Nikon, Tokina, Tamron and others make some very good lenses. Unfortunately none of the lenses you are considering matches the F4 in quality. A 28-200 lens compromises a lot in speed and quality when compared to a 28-70 and a 70-200 lens. A 28-200 would be more apropriate with a Nikon N50, N60 or even N70. It really just depends on how you are planning to use the lens.

-- Pete Camarena (camarena@inreach.com), February 14, 1999.

Do you want good photos or mushy images with flare problems and low contrast? The 28-200 zooms are consumer toys made for people who never plan to enlarge past the proofs they get from their drugstore's one-hour lab. If you are serious enough about photography to find this forum, avoid these lenses and go for prime lenses or at least get Nikon's pro model zooms.

When I was a photographer at the Kerrville Folk Festival I used a Canon F1 with Canon prime lenses. One of the tourists liked my photos, so showed up one year with a new F1 and a Vivitar zoom lens. He never did figure out why his images were poor, despite the many times I told him his lens was a good paperweight but useless for location shooting.
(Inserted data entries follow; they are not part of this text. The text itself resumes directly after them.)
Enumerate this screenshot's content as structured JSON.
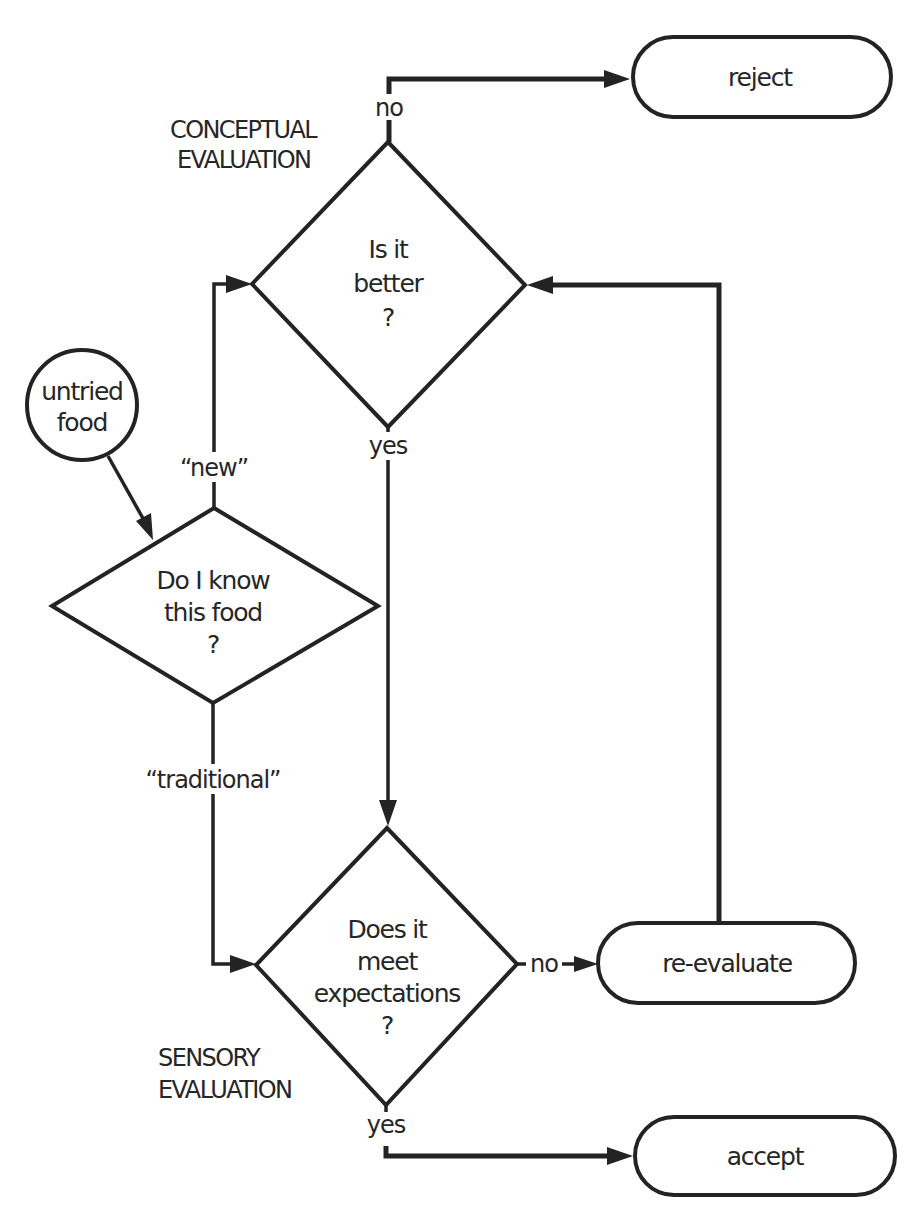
{
  "diagram": {
    "type": "flowchart",
    "nodes": {
      "start": {
        "shape": "circle",
        "lines": [
          "untried",
          "food"
        ]
      },
      "decision_known": {
        "shape": "diamond",
        "lines": [
          "Do I know",
          "this food",
          "?"
        ]
      },
      "decision_better": {
        "shape": "diamond",
        "lines": [
          "Is it",
          "better",
          "?"
        ]
      },
      "decision_expectations": {
        "shape": "diamond",
        "lines": [
          "Does it",
          "meet",
          "expectations",
          "?"
        ]
      },
      "reject": {
        "shape": "terminal",
        "label": "reject"
      },
      "reevaluate": {
        "shape": "terminal",
        "label": "re-evaluate"
      },
      "accept": {
        "shape": "terminal",
        "label": "accept"
      }
    },
    "edge_labels": {
      "new": "“new”",
      "traditional": "“traditional”",
      "better_no": "no",
      "better_yes": "yes",
      "expectations_no": "no",
      "expectations_yes": "yes"
    },
    "sections": {
      "conceptual": [
        "CONCEPTUAL",
        "EVALUATION"
      ],
      "sensory": [
        "SENSORY",
        "EVALUATION"
      ]
    },
    "edges": [
      {
        "from": "untried food",
        "to": "Do I know this food ?",
        "label": ""
      },
      {
        "from": "Do I know this food ?",
        "to": "Is it better ?",
        "label": "“new”"
      },
      {
        "from": "Do I know this food ?",
        "to": "Does it meet expectations ?",
        "label": "“traditional”"
      },
      {
        "from": "Is it better ?",
        "to": "reject",
        "label": "no"
      },
      {
        "from": "Is it better ?",
        "to": "Does it meet expectations ?",
        "label": "yes"
      },
      {
        "from": "Does it meet expectations ?",
        "to": "re-evaluate",
        "label": "no"
      },
      {
        "from": "Does it meet expectations ?",
        "to": "accept",
        "label": "yes"
      },
      {
        "from": "re-evaluate",
        "to": "Is it better ?",
        "label": ""
      }
    ]
  }
}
I had a Tamron 28-200 for about 18 months. It was OK for small prints, but too soft for 8x10 prints (and I always use a tripod).

-- Darron Spohn (dspohn@clicknet.com), February 16, 1999.


IF you want maximim quality from zoom lenses, stick with the fixed aperture pro zooms. I own the 80-200 f2.8 ED AF and it can produce sharp 16x20 prints(80 to 100 lp/mm), comparable to nikons best primes. The only lens I own that surpasses the 80-200 is my 55 micro-nikkor at f11.

I understand that the 35-70? f2.8 zoom is excellen and I plan to pick one up some day, if a contimue to invest in 35mm (All my $ are into MF at this point)

-- Gene Crumpler (nikoguy@emji.net), February 21, 1999.


Sorry, the above post has an incorrect e-mail address

-- Gene Crumpler (nikonguy@emji.net), February 21, 1999.

I fell pray to the trap myself once. I had been using Vivitar primes (not exactly pro quality glass here)and decided to break out and get one of those Tokina 28-200s. I duplicated shots taken with my old Vivitar prime and was extremely let down at the quality of the images with the Tokina even at 4X6. More than the sharpness issue was the lack of contrast and color rendition given. I've learned a lot that day about the difference the lens (not the camera) makes and began critically evaulating my Vivitars. Today, all my lenses are Nikon primes and one zoom, the new 28-105 for which I've been (surprisingly) very impressed.